05 August 2009

By Meghan Loftus
A semester abroad is an opportunity to test who you are and what you can do, far away from the comforts of home and family. American Meghan Loftus graduated from Ithaca College in 2009 with a bachelor’s degree in journalism and politics. She spent the spring of 2007 in Sevilla, Spain, attending the Center for Cross-Cultural Studies.
The cab dropped us off on a side street. I looked up at the gate, wondering what the next four months had in store. I was tired — jet lagged, yes, but also exhausted from listening to the Spanish flying around me and translating in my head … or trying anyway. I was only a day and a half into my semester abroad in Sevilla, Spain, and already it felt as if I had been there years. I was so exhausted I could have curled up on a street corner somewhere and fallen into a deep and restful sleep.
What was I doing here? I asked myself this as I stood waiting for my host mother to buzz us in to the apartment. It was the first of many times in the next four months that I would ask myself that question. Before my semester abroad, I had been out of the United States only a few times to visit Niagara Falls, Canada. I had never left North America. I had always wanted to travel abroad, especially in Spain. This was my dream! Why was I so nervous?
In moments like this, I was lucky that I had my friend Janelle. We each chose the same study-abroad program and were we glad we did. We had each other to share the many fun times. But in those nerve-wracking times, we always cheered each other up, like the time Janelle lost her backpack and half her clothes, or the times when I was terribly homesick. Through it all, we often had those moments where we couldn’t believe our luck that we were spending a semester in a foreign country. What were we doing here?

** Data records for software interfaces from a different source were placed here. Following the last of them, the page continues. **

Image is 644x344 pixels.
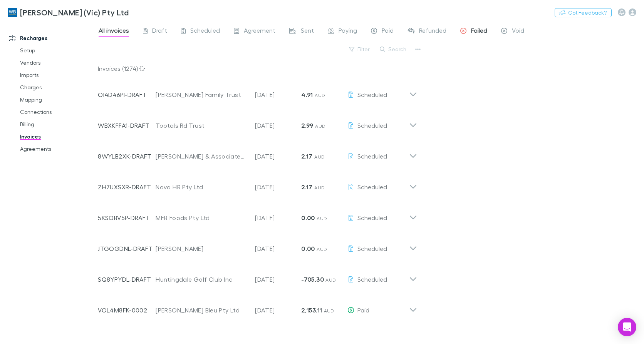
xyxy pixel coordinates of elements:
[156,121,247,130] div: Tootals Rd Trust
[98,121,156,130] p: WBXKFFA1-DRAFT
[92,76,423,107] div: OI4D46PI-DRAFT[PERSON_NAME] Family Trust[DATE]4.91 AUDScheduled
[314,185,325,191] span: AUD
[98,306,156,315] p: VOL4M8FK-0002
[314,154,325,160] span: AUD
[20,8,129,17] h3: [PERSON_NAME] (Vic) Pty Ltd
[1,32,102,44] a: Recharges
[255,152,301,161] p: [DATE]
[98,90,156,99] p: OI4D46PI-DRAFT
[98,152,156,161] p: 8WYLB2XK-DRAFT
[92,261,423,292] div: SQ8YPYDL-DRAFTHuntingdale Golf Club Inc[DATE]-705.30 AUDScheduled
[357,245,387,252] span: Scheduled
[255,121,301,130] p: [DATE]
[156,213,247,223] div: MEB Foods Pty Ltd
[156,244,247,253] div: [PERSON_NAME]
[315,123,326,129] span: AUD
[376,45,411,54] button: Search
[99,27,129,37] span: All invoices
[244,27,275,37] span: Agreement
[92,199,423,230] div: 5KSOBV5P-DRAFTMEB Foods Pty Ltd[DATE]0.00 AUDScheduled
[301,121,313,130] strong: 2.99
[156,306,247,315] div: [PERSON_NAME] Bleu Pty Ltd
[156,152,247,161] div: [PERSON_NAME] & Associates Pty Ltd
[12,118,102,130] a: Billing
[301,307,322,314] strong: 2,153.11
[12,130,102,143] a: Invoices
[12,56,102,69] a: Vendors
[12,81,102,93] a: Charges
[301,27,314,37] span: Sent
[3,3,133,21] a: [PERSON_NAME] (Vic) Pty Ltd
[92,230,423,261] div: JTGOGDNL-DRAFT[PERSON_NAME][DATE]0.00 AUDScheduled
[554,8,611,18] button: Got Feedback?
[357,121,387,129] span: Scheduled
[617,318,636,336] div: Open Intercom Messenger
[317,246,327,252] span: AUD
[357,276,387,283] span: Scheduled
[255,275,301,284] p: [DATE]
[92,107,423,138] div: WBXKFFA1-DRAFTTootals Rd Trust[DATE]2.99 AUDScheduled
[255,306,301,315] p: [DATE]
[357,214,387,222] span: Scheduled
[12,69,102,81] a: Imports
[255,213,301,223] p: [DATE]
[301,183,312,191] strong: 2.17
[324,308,334,314] span: AUD
[12,93,102,106] a: Mapping
[419,27,446,37] span: Refunded
[326,277,336,283] span: AUD
[357,183,387,191] span: Scheduled
[98,244,156,253] p: JTGOGDNL-DRAFT
[156,90,247,99] div: [PERSON_NAME] Family Trust
[338,27,357,37] span: Paying
[255,90,301,99] p: [DATE]
[345,45,374,54] button: Filter
[156,275,247,284] div: Huntingdale Golf Club Inc
[92,168,423,199] div: ZH7UXSXR-DRAFTNova HR Pty Ltd[DATE]2.17 AUDScheduled
[12,106,102,118] a: Connections
[317,215,327,222] span: AUD
[12,143,102,155] a: Agreements
[301,214,315,222] strong: 0.00
[98,275,156,284] p: SQ8YPYDL-DRAFT
[92,292,423,323] div: VOL4M8FK-0002[PERSON_NAME] Bleu Pty Ltd[DATE]2,153.11 AUDPaid
[357,91,387,98] span: Scheduled
[255,244,301,253] p: [DATE]
[382,27,393,37] span: Paid
[255,183,301,192] p: [DATE]
[152,27,167,37] span: Draft
[301,152,312,160] strong: 2.17
[357,152,387,160] span: Scheduled
[315,93,325,98] span: AUD
[12,44,102,56] a: Setup
[357,307,369,314] span: Paid
[92,138,423,168] div: 8WYLB2XK-DRAFT[PERSON_NAME] & Associates Pty Ltd[DATE]2.17 AUDScheduled
[301,276,324,283] strong: -705.30
[301,91,313,99] strong: 4.91
[8,8,17,17] img: William Buck (Vic) Pty Ltd's Logo
[190,27,220,37] span: Scheduled
[512,27,524,37] span: Void
[156,183,247,192] div: Nova HR Pty Ltd
[98,213,156,223] p: 5KSOBV5P-DRAFT
[98,183,156,192] p: ZH7UXSXR-DRAFT
[471,27,487,37] span: Failed
[301,245,315,252] strong: 0.00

Differences and Similarities
Over the course of the semester, I came up with many answers to my question. First, I wanted to see how people throughout the world lived their lives. I expected a lot of differences — what people ate, when they ate, how they dressed, what they liked — and I was right. In Sevilla, our biggest meal was at lunch, and we didn’t eat dinner until midnight. And I always felt that my dressiest clothes were never dressy enough; other girls my age were always beautifully turned out, even if they were just headed to school.
But what surprised me were the similarities. Before I left home, I had been so focused on the differences I would encounter that I never thought about what I may have in common with people who live thousands of miles and an ocean away. We liked a lot of the same movies and music, had crushes on the same celebrities, and wanted the same things out of life, namely to love and be loved.
Then came the discussion of Chuck Norris’s push-ups changing the Earth’s rotation. That joke came out of nowhere one night when Janelle and I were sitting with our Spanish friends at a tavern, attempting to translate between them and our friend Andrew. Down from London for a visit, Andrew spoke no Spanish, and only a few of our Spanish friends spoke English. So Janelle and I were having an interesting time translating and navigating the conversation when, somehow, Chuck Norris’s name came up. The star of the U.S. television series Walker, Texas Ranger, Norris is the subject of many jokes attesting to his mythic powers of strength and kind of a cult figure in the United States.
Our Spanish friends right away began making Chuck Norris jokes in both Spanish and English, telling us variations of the jokes that even we hadn’t heard. Janelle, Andrew, and I were laughing hysterically. How could it be that here, in this tavern on a side street in Sevilla, we could be sharing jokes about Chuck Norris? In two languages, no less? It was a valuable lesson about the power of Chuck Norris as a cultural icon and an action-movie star, and, on a deeper level, how language is no barrier to sharing a good laugh.
Self-Revelations
Another reason I had come abroad was to learn about myself. You might think it’s strange that I wanted to go somewhere different to learn about who I really am. But when I think about it, it makes perfect sense to me. When I was abroad, everything I encountered in my travels was new and unfamiliar. Each situation I walked into forced me to rethink what I knew about myself, about the situation, and about the options available in the moment. Whether it was running around in circles with Janelle in Barcelona trying to find the Sagrada Familia (hard to miss, but somehow we did), or realizing we had booked the wrong dates for a hostel on our spring break trip in Galway, Ireland, I had to react to stressful situations, which quickly became more stressful because I wasn’t on my home turf. Still, I had to find my own solutions.
Guess what? We solved those problems without anxiety attacks (okay, maybe there were a few close calls). We eventually found the Sagrada Familia (even though we walked for miles), and we found another hostel in Ireland. We coped with events that might normally have made me freak out. But I learned from spending time in Sevilla, a place that values relaxation over stress, that these problems were all just part of the fun. Now I remember to prioritize the four F’s — family, friends, fun, and food — instead of worrying about everything bad that can happen. I remind myself that, in the end, the little bumps in the road won’t matter.
But on that first day in Sevilla, standing outside the gate waiting to get out of the rain, wondering how on earth I had gotten there, all of this remained before me. I often look back and see myself on that doorstep and whisper to the worrisome me: You’re here because every day will be a new adventure.